Organizations still unclear on cloud security responsibility

Vanson Bourne surveyed 1,300 IT decision makers from organizations using public cloud Infrastructure as a Service (IaaS) from the Americas, Europe, Middle East and Africa (EMEA), and from Asia Pacific (APAC).

cloud security responsibility

Background public cloud use

Respondents’ use of public cloud is on the rise, as is their sophistication in working within the cloud. On average, organizations have nearly 40 percent of their infrastructure in the public cloud today, with the expectation to increase this to 70 percent over the next five years. Four in 10 reported that their organization relied on public cloud deployments to expand their services, often replicating those over multiple regions, while 30 percent said they only migrated selected services to the cloud and kept the balance on premises.

Overall, the survey found that organizations are growing more comfortable with hybrid environments that deploy a range of public cloud services along with more traditional on-premises infrastructure.

Public cloud benefits

Nearly all the respondents (99 percent) said that their organization has seen benefits as a result of moving to the public cloud, including greater scalability and reduced IT expenditures.

The survey found, on average, that organizations didn’t use a single cloud provider for everything, and cited a number of reasons for this: Top of mind was that different providers had different strengths (63 percent), followed by the view that this increased security (51 percent) and helped keep costs down (42 percent).

Public cloud challenges

Security remains to be the biggest challenge when it comes to using the public cloud – 71 percent felt that security concerns restricted their ability to migrate workloads to the public cloud. Nine in 10 (91 percent) of organizations reported they worried about their use of public cloud, with cyberattacks being the chief concern at 54 percent.

Phishing (50 percent), DDoS (47 percent), APTs (45 percent), and ransomware (41 percent) were the main threats that most concerned them. Over half (56 percent) had experienced at least one cyberattack, and found that the average number of attacks an organization had seen were five.

The challenge with security was further heightened with the information organizations are storing in public clouds: Over 50 percent of all organizations store some type of personal data (personnel records, medical records, etc.) in the public cloud, and nearly the same percent (55 percent) store customer order history.

Public cloud security

The Shared Responsibility Security Model – wherein cloud providers are responsible for the security of the cloud, while organizations using the cloud are responsible for the security of what they put in the cloud – is not new, and 72 percent felt they fully understood their cloud security responsibilities.

This was in stark contrast to what organizations believed their cloud provider was responsible to provide for security – 71 percent felt the cloud provider was responsible for customer data in the public cloud, and 66 percent for applications in the public cloud.

Additionally, 52 percent were confident that their move to the cloud was secure, with three in five – 62 percent – responding that they had included additional security solutions in their public cloud infrastructure.

“This report highlights the ongoing increase in public cloud use globally, with many organizations seeing substantial process and financial benefits. However, there are still a significant number of organizations that are not clear on the shared security model and the implication to their data and applications,” said Senior Vice President and General Manager of Security at Barracuda, Hatem Naguib. The challenges in migrating legacy security appliances and architectures require having the right infrastructure for securing hybrid cloud solutions. Organizations need to select cloud ready security solutions that are designed for the new architectures and capabilities enabled by public and hybrid cloud adoption.”

Recommendations

Organizations often end up with multiple cloud providers, as well as having an on-premises (legacy) infrastructure. This can have implications on complexity and overall costs; it’s further compounded when third-party solutions such as security are added to the mix. Therefore, customers are advised to look for third parties who support a wide range of ecosystems with the same or similar solutions.

As customers weigh licensing options – by usage, per hour, unlimited, etc. – we see customers beginning to understand how they can leverage different ones to gain greater cost controls. This becomes more important when third-party vendors are added to the mix. Customers value when third parties offer equivalent licensing options to how the customer is licensing their public cloud infrastructure.

Companies deploying the most common security routine – routing branch locations’ traffic through a central security solution – generally find these solutions lack scale and cost benefits as their cloud leverage increases. Companies that look at distributed security solutions, such as next-generation firewalls and web application firewalls, closer to the point of access reduce those issues, but find new ones in managing multiple devices. Therefore, look for vendors who can provide a common management scheme – either in their products or using public cloud security infrastructures – to simplify managing and monitoring ongoing security.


# Instructions to follow:
Copy out each line of the data that holds the string "swatch".

# Information:

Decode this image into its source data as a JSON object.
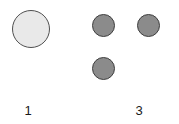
{
  "figure": {
    "background_color": "#ffffff",
    "width": 179,
    "height": 124
  },
  "chart_data": {
    "type": "scatter",
    "title": "",
    "subtitle": "",
    "xlabel": "",
    "ylabel": "",
    "grid": false,
    "legend_position": "none",
    "xlim": [
      0,
      4
    ],
    "ylim": [
      0,
      3
    ],
    "x_tick_labels": [
      "1",
      "3"
    ],
    "x_tick_positions": [
      1,
      3
    ],
    "y_tick_labels": [],
    "marker_shape": "circle",
    "series": [
      {
        "name": "large-light-node",
        "fill_color": "#e9e9e9",
        "edge_color": "#4f4f4f",
        "points": [
          {
            "label": "node-1",
            "x": 1,
            "y": 2,
            "size_px": 38,
            "cx": 31,
            "cy": 29
          }
        ]
      },
      {
        "name": "medium-dark-nodes",
        "fill_color": "#8b8b8b",
        "edge_color": "#3f3f3f",
        "points": [
          {
            "label": "node-2",
            "x": 2.3,
            "y": 2,
            "size_px": 23,
            "cx": 103,
            "cy": 25
          },
          {
            "label": "node-3",
            "x": 3.3,
            "y": 2,
            "size_px": 23,
            "cx": 148,
            "cy": 25
          },
          {
            "label": "node-4",
            "x": 2.3,
            "y": 1,
            "size_px": 23,
            "cx": 103,
            "cy": 68
          }
        ]
      }
    ],
    "annotations": []
  },
  "axis": {
    "labels": [
      {
        "name": "x-tick-label-1",
        "text": "1",
        "center_x": 28,
        "top": 103
      },
      {
        "name": "x-tick-label-3",
        "text": "3",
        "center_x": 139,
        "top": 103
      }
    ]
  }
}
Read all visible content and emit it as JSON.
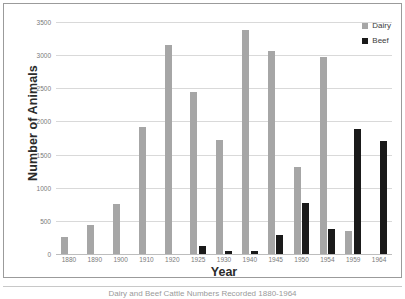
{
  "chart_data": {
    "type": "bar",
    "title": "",
    "xlabel": "Year",
    "ylabel": "Number of Animals",
    "categories": [
      "1880",
      "1890",
      "1900",
      "1910",
      "1920",
      "1925",
      "1930",
      "1940",
      "1945",
      "1950",
      "1954",
      "1959",
      "1964"
    ],
    "series": [
      {
        "name": "Dairy",
        "color": "#a6a6a6",
        "values": [
          250,
          440,
          760,
          1910,
          3160,
          2440,
          1720,
          3380,
          3070,
          1320,
          2970,
          350,
          0
        ]
      },
      {
        "name": "Beef",
        "color": "#1a1a1a",
        "values": [
          0,
          0,
          0,
          0,
          0,
          120,
          50,
          45,
          280,
          770,
          370,
          1880,
          1700
        ]
      }
    ],
    "ylim": [
      0,
      3500
    ],
    "yticks": [
      "0",
      "500",
      "1000",
      "1500",
      "2000",
      "2500",
      "3000",
      "3500"
    ],
    "ytick_values": [
      0,
      500,
      1000,
      1500,
      2000,
      2500,
      3000,
      3500
    ],
    "grid": true,
    "legend_position": "top-right"
  },
  "legend": {
    "items": [
      {
        "label": "Dairy",
        "swatch": "dairy-swatch-icon"
      },
      {
        "label": "Beef",
        "swatch": "beef-swatch-icon"
      }
    ]
  },
  "caption": {
    "text": "Dairy and Beef Cattle Numbers Recorded 1880-1964"
  }
}
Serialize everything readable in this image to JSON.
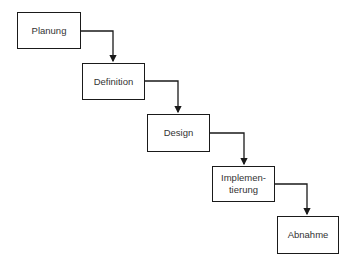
{
  "diagram": {
    "type": "waterfall-process",
    "steps": [
      {
        "label": "Planung",
        "x": 17,
        "y": 12,
        "w": 64,
        "h": 37
      },
      {
        "label": "Definition",
        "x": 82,
        "y": 63,
        "w": 63,
        "h": 37
      },
      {
        "label": "Design",
        "x": 147,
        "y": 114,
        "w": 63,
        "h": 38
      },
      {
        "label": "Implemen-\ntierung",
        "x": 212,
        "y": 166,
        "w": 63,
        "h": 36
      },
      {
        "label": "Abnahme",
        "x": 277,
        "y": 216,
        "w": 62,
        "h": 38
      }
    ],
    "connectors": [
      {
        "from": "Planung",
        "to": "Definition"
      },
      {
        "from": "Definition",
        "to": "Design"
      },
      {
        "from": "Design",
        "to": "Implementierung"
      },
      {
        "from": "Implementierung",
        "to": "Abnahme"
      }
    ],
    "colors": {
      "line": "#1a1a1a",
      "text": "#333333",
      "background": "#ffffff"
    }
  }
}
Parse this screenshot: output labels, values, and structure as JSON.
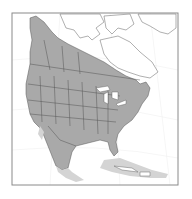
{
  "map": {
    "subject": "North America species range map",
    "regions_shown": [
      "Canada",
      "United States",
      "Mexico",
      "Central America",
      "Caribbean",
      "Greenland"
    ],
    "legend": [
      {
        "label": "Primary range",
        "color": "#a9a9a9"
      },
      {
        "label": "Secondary/peripheral range",
        "color": "#d4d4d4"
      },
      {
        "label": "Outside range",
        "color": "#ffffff"
      }
    ],
    "colors": {
      "frame": "#8a8a8a",
      "border": "#555555",
      "coast": "#7a7a7a",
      "graticule": "#e6e6e6",
      "background": "#ffffff"
    }
  }
}
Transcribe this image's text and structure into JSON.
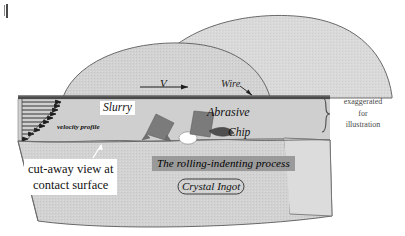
{
  "figure": {
    "labels": {
      "slurry": "Slurry",
      "abrasive": "Abrasive",
      "chip": "Chip",
      "wire": "Wire",
      "velocity_symbol": "V",
      "velocity_profile": "velocity profile",
      "exaggerated_line1": "exaggerated",
      "exaggerated_line2": "for",
      "exaggerated_line3": "illustration",
      "cutaway_line1": "cut-away view at",
      "cutaway_line2": "contact surface",
      "process": "The rolling-indenting process",
      "ingot": "Crystal Ingot"
    },
    "colors": {
      "ingot_fill": "#d8d8d8",
      "slurry_fill": "#cfcfcf",
      "abrasive_fill": "#7b7b7b",
      "wire": "#4a4a4a",
      "band": "#9a9a9a",
      "outline": "#555555",
      "dimple": "#ffffff"
    },
    "velocity_profile_arrows": 10
  }
}
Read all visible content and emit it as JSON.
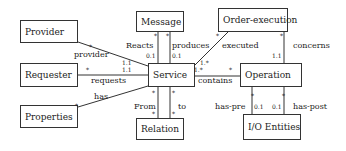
{
  "diagram": {
    "type": "UML class diagram",
    "classes": [
      {
        "id": "provider",
        "label": "Provider"
      },
      {
        "id": "requester",
        "label": "Requester"
      },
      {
        "id": "properties",
        "label": "Properties"
      },
      {
        "id": "message",
        "label": "Message"
      },
      {
        "id": "service",
        "label": "Service"
      },
      {
        "id": "relation",
        "label": "Relation"
      },
      {
        "id": "order_execution",
        "label": "Order-execution"
      },
      {
        "id": "operation",
        "label": "Operation"
      },
      {
        "id": "io_entities",
        "label": "I/O Entities"
      }
    ],
    "associations": [
      {
        "from": "provider",
        "to": "service",
        "label": "provider",
        "mult_from": "*",
        "mult_to": "1.1"
      },
      {
        "from": "requester",
        "to": "service",
        "label": "requests",
        "mult_from": "*",
        "mult_to": "1.1"
      },
      {
        "from": "properties",
        "to": "service",
        "label": "has",
        "mult_from": "*",
        "mult_to": ""
      },
      {
        "from": "message",
        "to": "service",
        "label": "Reacts",
        "mult_from": "*",
        "mult_to": "0.1"
      },
      {
        "from": "message",
        "to": "service",
        "label": "produces",
        "mult_from": "*",
        "mult_to": "0.1"
      },
      {
        "from": "service",
        "to": "relation",
        "label": "From",
        "mult_from": "*",
        "mult_to": "*"
      },
      {
        "from": "service",
        "to": "relation",
        "label": "to",
        "mult_from": "*",
        "mult_to": "*"
      },
      {
        "from": "order_execution",
        "to": "service",
        "label": "executed",
        "mult_from": "*",
        "mult_to": "1.*"
      },
      {
        "from": "order_execution",
        "to": "operation",
        "label": "concerns",
        "mult_from": "*",
        "mult_to": "1.1"
      },
      {
        "from": "service",
        "to": "operation",
        "label": "contains",
        "mult_from": "1.*",
        "mult_to": "*"
      },
      {
        "from": "operation",
        "to": "io_entities",
        "label": "has-pre",
        "mult_from": "*",
        "mult_to": "0.1"
      },
      {
        "from": "operation",
        "to": "io_entities",
        "label": "has-post",
        "mult_from": "*",
        "mult_to": "0.1"
      }
    ]
  }
}
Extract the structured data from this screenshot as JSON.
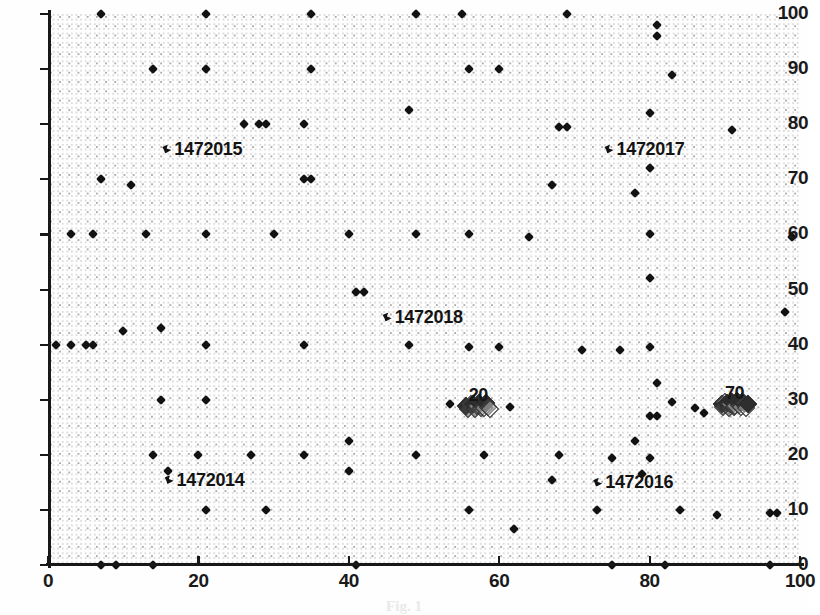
{
  "chart_data": {
    "type": "scatter",
    "title": "",
    "xlabel": "",
    "ylabel": "",
    "xlim": [
      0,
      100
    ],
    "ylim": [
      0,
      100
    ],
    "xticks": [
      0,
      20,
      40,
      60,
      80,
      100
    ],
    "yticks": [
      0,
      10,
      20,
      30,
      40,
      50,
      60,
      70,
      80,
      90,
      100
    ],
    "grid": "dotted",
    "legend": "none",
    "marker": "diamond",
    "marker_color": "#121212",
    "points": [
      [
        7,
        100
      ],
      [
        21,
        100
      ],
      [
        35,
        100
      ],
      [
        49,
        100
      ],
      [
        55,
        100
      ],
      [
        69,
        100
      ],
      [
        81,
        98
      ],
      [
        81,
        96
      ],
      [
        14,
        90
      ],
      [
        21,
        90
      ],
      [
        35,
        90
      ],
      [
        56,
        90
      ],
      [
        60,
        90
      ],
      [
        83,
        89
      ],
      [
        28,
        80
      ],
      [
        29,
        80
      ],
      [
        26,
        80
      ],
      [
        34,
        80
      ],
      [
        48,
        82.5
      ],
      [
        68,
        79.5
      ],
      [
        69,
        79.5
      ],
      [
        80,
        82
      ],
      [
        91,
        79
      ],
      [
        7,
        70
      ],
      [
        11,
        69
      ],
      [
        34,
        70
      ],
      [
        35,
        70
      ],
      [
        80,
        72
      ],
      [
        78,
        67.5
      ],
      [
        67,
        69
      ],
      [
        3,
        60
      ],
      [
        6,
        60
      ],
      [
        13,
        60
      ],
      [
        21,
        60
      ],
      [
        30,
        60
      ],
      [
        40,
        60
      ],
      [
        49,
        60
      ],
      [
        56,
        60
      ],
      [
        64,
        59.5
      ],
      [
        80,
        60
      ],
      [
        99,
        59.5
      ],
      [
        41,
        49.5
      ],
      [
        42,
        49.5
      ],
      [
        80,
        52
      ],
      [
        10,
        42.5
      ],
      [
        15,
        43
      ],
      [
        1,
        40
      ],
      [
        3,
        40
      ],
      [
        5,
        40
      ],
      [
        6,
        40
      ],
      [
        21,
        40
      ],
      [
        34,
        40
      ],
      [
        48,
        40
      ],
      [
        56,
        39.5
      ],
      [
        60,
        39.5
      ],
      [
        71,
        39
      ],
      [
        76,
        39
      ],
      [
        80,
        39.5
      ],
      [
        98,
        46
      ],
      [
        81,
        33
      ],
      [
        15,
        30
      ],
      [
        21,
        30
      ],
      [
        83,
        29.5
      ],
      [
        86,
        28.5
      ],
      [
        80,
        27
      ],
      [
        81,
        27
      ],
      [
        40,
        22.5
      ],
      [
        78,
        22.5
      ],
      [
        14,
        20
      ],
      [
        20,
        20
      ],
      [
        27,
        20
      ],
      [
        34,
        20
      ],
      [
        49,
        20
      ],
      [
        58,
        20
      ],
      [
        68,
        20
      ],
      [
        75,
        19.5
      ],
      [
        80,
        19.5
      ],
      [
        16,
        17
      ],
      [
        40,
        17
      ],
      [
        67,
        15.5
      ],
      [
        79,
        16.5
      ],
      [
        21,
        10
      ],
      [
        29,
        10
      ],
      [
        56,
        10
      ],
      [
        62,
        6.5
      ],
      [
        73,
        10
      ],
      [
        84,
        10
      ],
      [
        89,
        9
      ],
      [
        96,
        9.5
      ],
      [
        97,
        9.5
      ],
      [
        7,
        0
      ],
      [
        9,
        0
      ],
      [
        14,
        0
      ],
      [
        41,
        0
      ],
      [
        75,
        0
      ],
      [
        82,
        0
      ],
      [
        96,
        0
      ]
    ],
    "annotations": [
      {
        "label": "1472015",
        "x": 15.2,
        "y": 75.5
      },
      {
        "label": "1472017",
        "x": 74.0,
        "y": 75.5
      },
      {
        "label": "1472018",
        "x": 44.5,
        "y": 45.0
      },
      {
        "label": "1472014",
        "x": 15.5,
        "y": 15.5
      },
      {
        "label": "1472016",
        "x": 72.5,
        "y": 15.0
      }
    ],
    "clusters": [
      {
        "label": "20",
        "x": 57.2,
        "y": 29.2,
        "description": "dense overlapping diamond cluster of points",
        "members": 12,
        "flank_points": [
          [
            53.5,
            29.3
          ],
          [
            61.5,
            28.6
          ]
        ]
      },
      {
        "label": "70",
        "x": 91.3,
        "y": 29.5,
        "description": "dense overlapping diamond cluster of points",
        "members": 16,
        "flank_points": [
          [
            87.2,
            27.5
          ]
        ]
      }
    ]
  },
  "caption": {
    "text": "Fig. 1"
  }
}
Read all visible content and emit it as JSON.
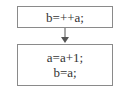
{
  "flowchart": {
    "nodes": [
      {
        "id": "step1",
        "lines": [
          "b=++a;"
        ]
      },
      {
        "id": "step2",
        "lines": [
          "a=a+1;",
          "b=a;"
        ]
      }
    ],
    "edges": [
      {
        "from": "step1",
        "to": "step2"
      }
    ]
  },
  "colors": {
    "border": "#8a8a8a",
    "text": "#333333",
    "arrow": "#555555"
  }
}
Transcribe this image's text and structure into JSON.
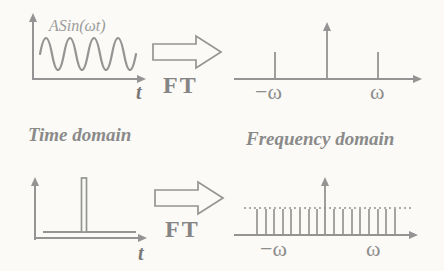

# Task solution:
        "swatch": "dairy-swatch-icon"
        "swatch": "beef-swatch-icon"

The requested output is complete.